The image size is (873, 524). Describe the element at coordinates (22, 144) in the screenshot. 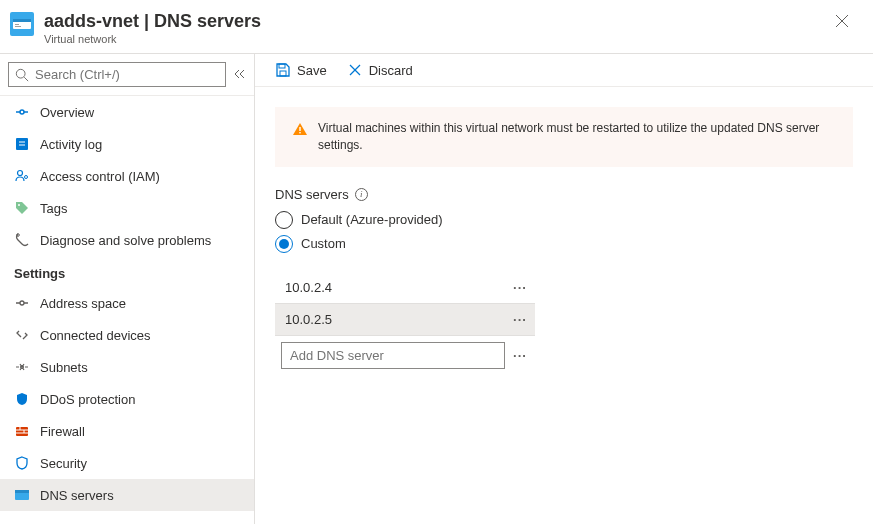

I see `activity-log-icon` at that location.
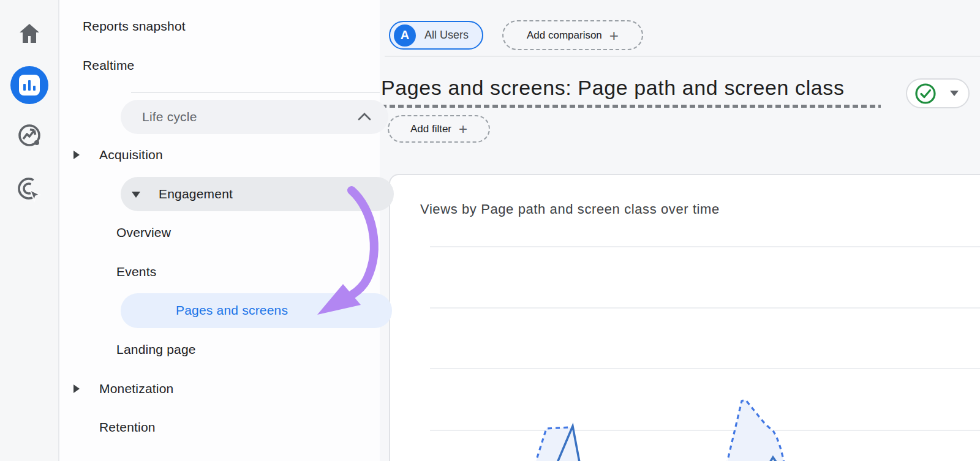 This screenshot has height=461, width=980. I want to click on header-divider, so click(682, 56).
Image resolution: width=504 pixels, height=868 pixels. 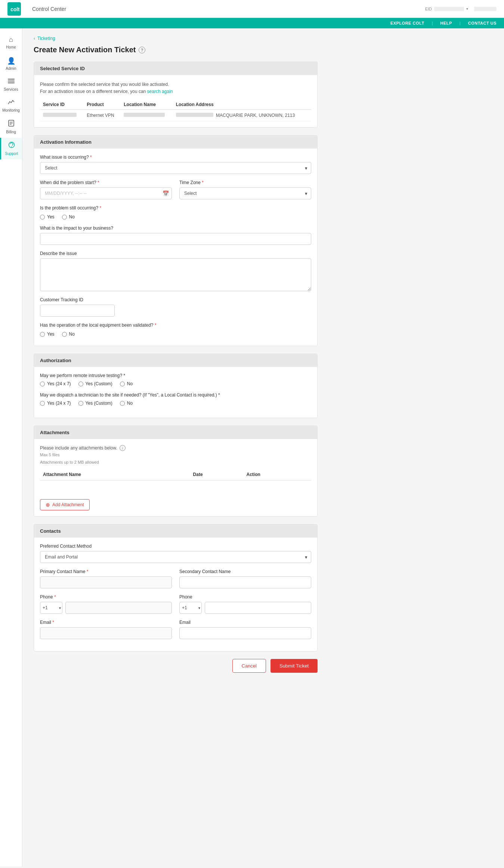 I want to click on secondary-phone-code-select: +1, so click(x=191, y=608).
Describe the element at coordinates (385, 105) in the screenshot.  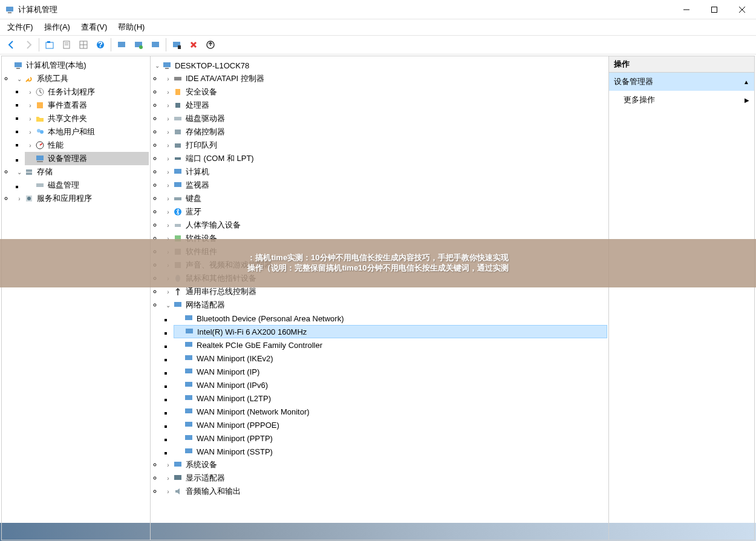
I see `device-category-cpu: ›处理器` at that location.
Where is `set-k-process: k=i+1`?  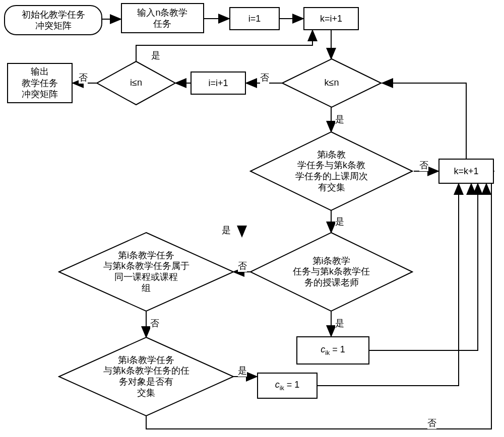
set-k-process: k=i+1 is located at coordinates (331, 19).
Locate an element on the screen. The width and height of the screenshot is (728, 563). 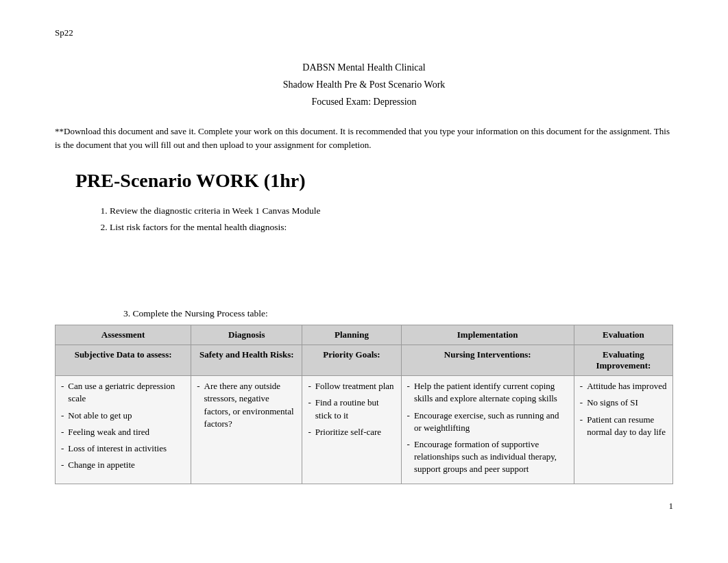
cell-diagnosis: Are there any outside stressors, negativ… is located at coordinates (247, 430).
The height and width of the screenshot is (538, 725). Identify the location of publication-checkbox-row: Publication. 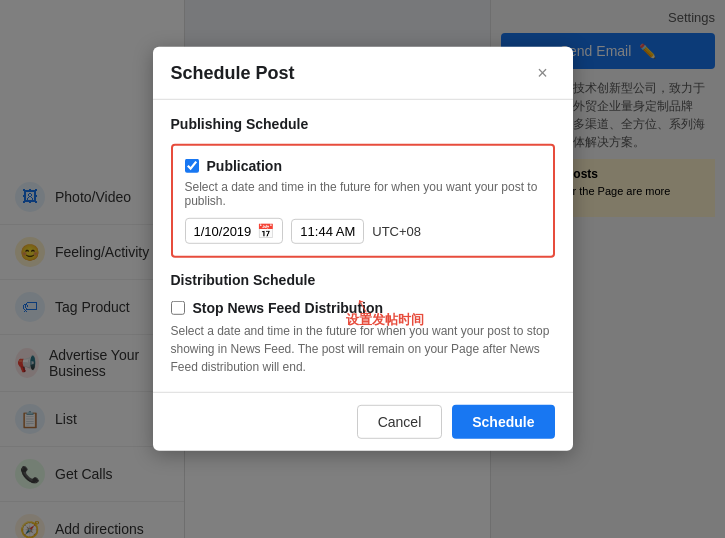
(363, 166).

Activity:
Copy exactly the lines from the one containing "Describe the element at coordinates (385, 105)" through the last line of the records above, including both, and omit every picture.

Answer to the exercise:
Describe the element at coordinates (385, 105) in the screenshot.  
I see `device-category-cpu: ›处理器` at that location.
Where is `set-k-process: k=i+1`?  
set-k-process: k=i+1 is located at coordinates (331, 19).
Locate an element on the screen. The width and height of the screenshot is (728, 563). 
cell-diagnosis: Are there any outside stressors, negativ… is located at coordinates (247, 430).
The height and width of the screenshot is (538, 725). Identify the location of publication-checkbox-row: Publication. 
(363, 166).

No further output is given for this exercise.